I am trying to learn ethical hacking during this lockdown. The video series often need me to play with Kali Linux since its one of the most common distribution for pen-testing. But sadly VMware has not been a very helpful/reliable experience. Because 3 out of 5 times, I either have to wait for VMware to recognize that I am on it so that I can use Keyboard OR sometimes it gets even worse, no matter what I do, I cannot type at all. Yes, I can move my mouse freely, copy-paste each word/letters but that's it. No user input. Pressing letters on host OS will click some option as if I am using the mouse or it will write tetter like this ^[s if I press s, ^[d if I press d and so on. This is very disturbing. I dunno what to do. If there something I need to do in order to make this work, please let me know.
Note:
1. This doesn't happen if I use VM only. But if I go back-and-forth between host OS application and guest OS application, we will see the problem.

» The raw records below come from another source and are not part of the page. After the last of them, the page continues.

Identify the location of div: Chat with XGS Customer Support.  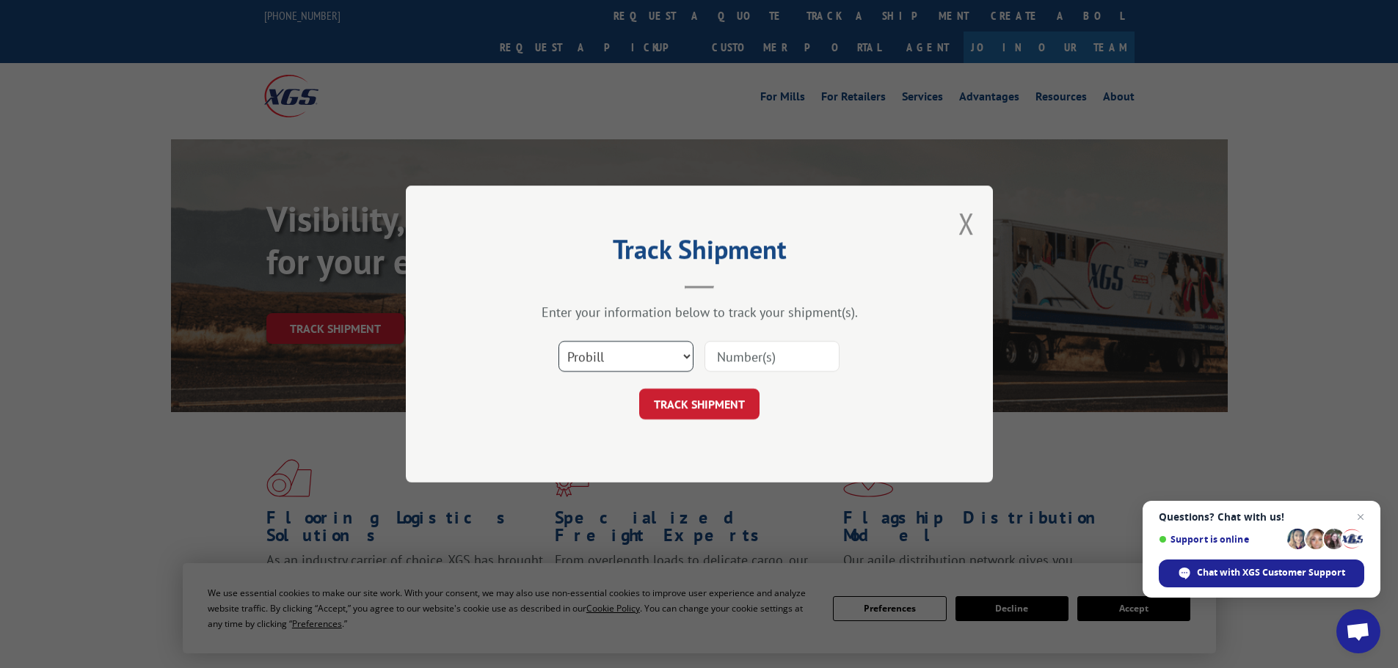
(1261, 574).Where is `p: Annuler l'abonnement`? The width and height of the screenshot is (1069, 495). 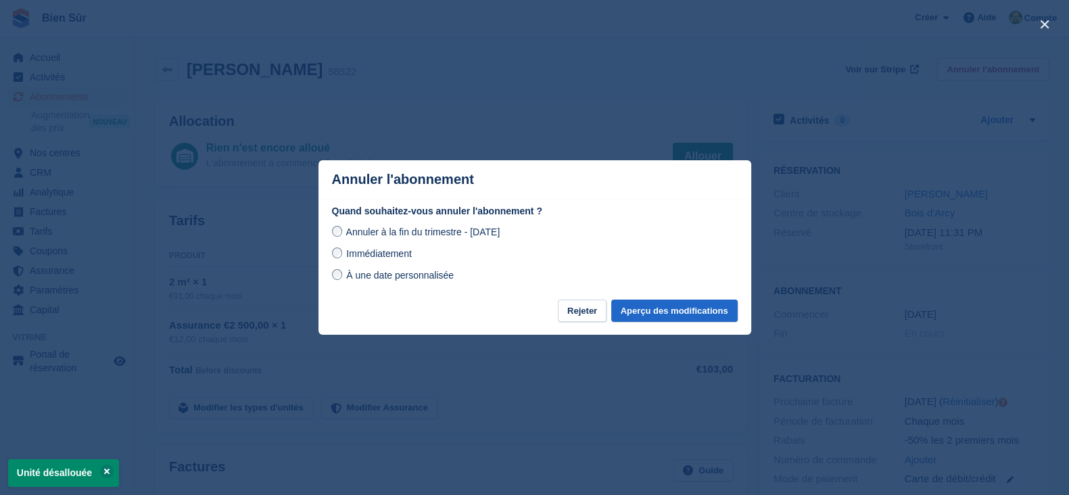 p: Annuler l'abonnement is located at coordinates (403, 179).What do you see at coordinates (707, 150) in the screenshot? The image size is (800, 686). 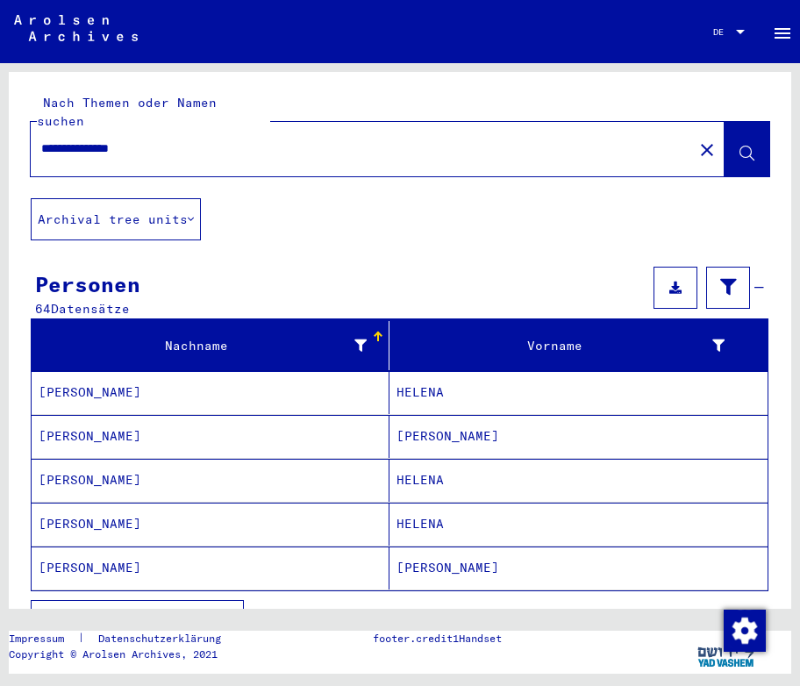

2. VM which I have installed is the latest stable and Kali Linux is also the latest version.
2 screenshot with 2 situations:
1st screenshot: VM is working fine when using host Os and guest os back-and-forth.
2nd screenshot: VM is not recognized user keyboard input as I have mentioned in the post.
VMware Workstation 15.5.6 build-16341506
Update:
A reverse scenario I reported here: https://bugs.launchpad.net/ubuntu/+source/telegram-desktop/+bug/1891976
What happened here?
Ans: In short, I am/was not able to use an app named Telegram which is installed in host OS due to VMware hijacking my mouse and keyboard.
Moderator: Please do not start new threads on the same issue.
The second thread you created today has been archived.
I get at least a link to that post. That would a great way to solve the problem form your side.
There's no way to do that with an archived post, please keep this thread updated with further info or questions on your issue.
And the new problem I post wasn't 100% equal.
This post is more about VMware's guest OS not reviewing user inputs.
And my second post was about VMware killing the user interface of host OS application's normal behavior.
I wonder what kind of sandboxing VMware use/have. I wonder if VMware even uses sandboxing or not. But this is NOT good.
Anyway, if u are the developer stating both problems are the same, then u 'might' be right.